Websites of government agencies and the prime minister’s office were targeted
The websites of Israel’s interior, health, justice, and welfare ministries, as well as the prime minister’s office, were taken offline on Monday in what a defense source claimed was the largest ever cyberattack against Israel. Authorities believe a state actor or large organization was responsible.
Israeli newspaper Haaretz reported the cyber strike, citing a “defense establishment source” who claimed it to be the worst ever to hit the Jewish state. The attack reportedly targeted sites using the ‘gov.il’ domain, which serves all Israeli government websites except defense-related ones.
The government database is one such site, and a potential target for cybercriminals.
Access to some of the affected sites was restored on Monday night, but Israel’s defense establishment and the National Cyber Directorate have declared a state of emergency while websites of strategic importance – such as those related to the country’s water and power infrastructure – can be checked for signs of compromise.
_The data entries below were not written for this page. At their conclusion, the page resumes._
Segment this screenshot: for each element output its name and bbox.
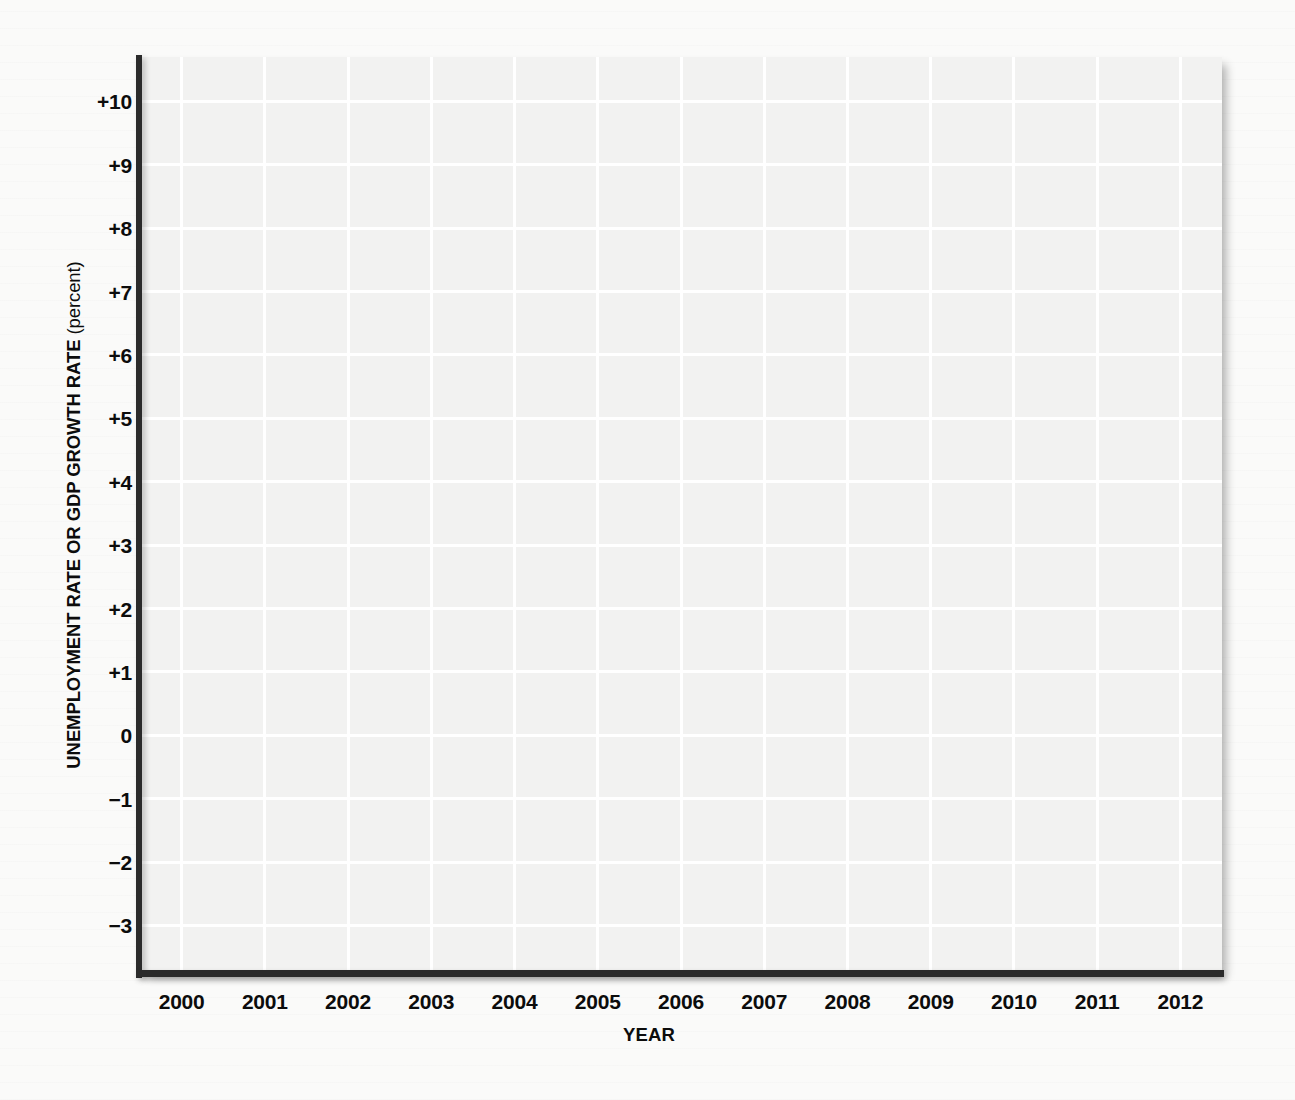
gridline-vertical xyxy=(513,57,516,973)
gridline-vertical xyxy=(1096,57,1099,973)
gridline-vertical xyxy=(263,57,266,973)
gridline-vertical xyxy=(347,57,350,973)
gridline-vertical xyxy=(763,57,766,973)
plot-area xyxy=(140,57,1222,973)
gridlines xyxy=(140,57,1222,973)
x-tick-label: 2002 xyxy=(325,991,371,1012)
x-tick-label: 2009 xyxy=(908,991,954,1012)
gridline-vertical xyxy=(430,57,433,973)
y-tick-label: +4 xyxy=(108,471,132,492)
y-tick-label: −3 xyxy=(108,915,132,936)
x-tick-label: 2004 xyxy=(492,991,538,1012)
y-tick-label: +3 xyxy=(108,535,132,556)
gridline-vertical xyxy=(846,57,849,973)
gridline-vertical xyxy=(1179,57,1182,973)
x-tick-label: 2003 xyxy=(408,991,454,1012)
gridline-vertical xyxy=(1012,57,1015,973)
x-tick-label: 2012 xyxy=(1157,991,1203,1012)
y-axis-title-unit: (percent) xyxy=(63,261,84,339)
y-tick-label: +1 xyxy=(108,661,132,682)
y-tick-label: +5 xyxy=(108,408,132,429)
chart-figure: +10+9+8+7+6+5+4+3+2+10−1−2−3 20002001200… xyxy=(0,0,1295,1100)
y-tick-label: +8 xyxy=(108,218,132,239)
y-tick-label: 0 xyxy=(121,725,132,746)
y-tick-label: +2 xyxy=(108,598,132,619)
x-axis-spine xyxy=(136,970,1224,977)
y-axis-title: UNEMPLOYMENT RATE OR GDP GROWTH RATE (pe… xyxy=(63,261,85,768)
y-axis-spine xyxy=(136,55,142,978)
x-tick-label: 2010 xyxy=(991,991,1037,1012)
x-tick-label: 2000 xyxy=(159,991,205,1012)
gridline-vertical xyxy=(929,57,932,973)
y-tick-label: −1 xyxy=(108,788,132,809)
x-axis-title: YEAR xyxy=(623,1024,675,1046)
x-tick-label: 2008 xyxy=(824,991,870,1012)
x-tick-label: 2001 xyxy=(242,991,288,1012)
y-tick-label: +9 xyxy=(108,154,132,175)
y-tick-label: −2 xyxy=(108,852,132,873)
x-tick-label: 2006 xyxy=(658,991,704,1012)
y-tick-label: +6 xyxy=(108,344,132,365)
gridline-vertical xyxy=(680,57,683,973)
x-tick-label: 2005 xyxy=(575,991,621,1012)
y-axis-title-main: UNEMPLOYMENT RATE OR GDP GROWTH RATE xyxy=(63,340,84,769)
gridline-vertical xyxy=(180,57,183,973)
x-tick-label: 2007 xyxy=(741,991,787,1012)
x-tick-label: 2011 xyxy=(1075,991,1120,1012)
y-tick-label: +7 xyxy=(108,281,132,302)
gridline-vertical xyxy=(596,57,599,973)
y-tick-label: +10 xyxy=(97,91,132,112)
The official cited by Haaretz said that the government believes “a state actor or large organization carried out the attack,” but said that the culprit could not yet be identified.
However, Israeli journalists have already speculated that Iran is to blame. Israel and Iran have for years traded cyberattacks, and Iran’s Islamic Revolutionary Guard Corps (IRGC) hacked CCTV cameras and employee databases at the ports of Haifa and Ashdod last month.
Conflict between Tehran and Tel Aviv also went kinetic in recent days, with Israel killing two IRGC officers in an airstrike in Syria last week, and the IRGC responding with a ballistic missile strike against an alleged Israeli “strategic center” in Erbil, Iraq on Saturday.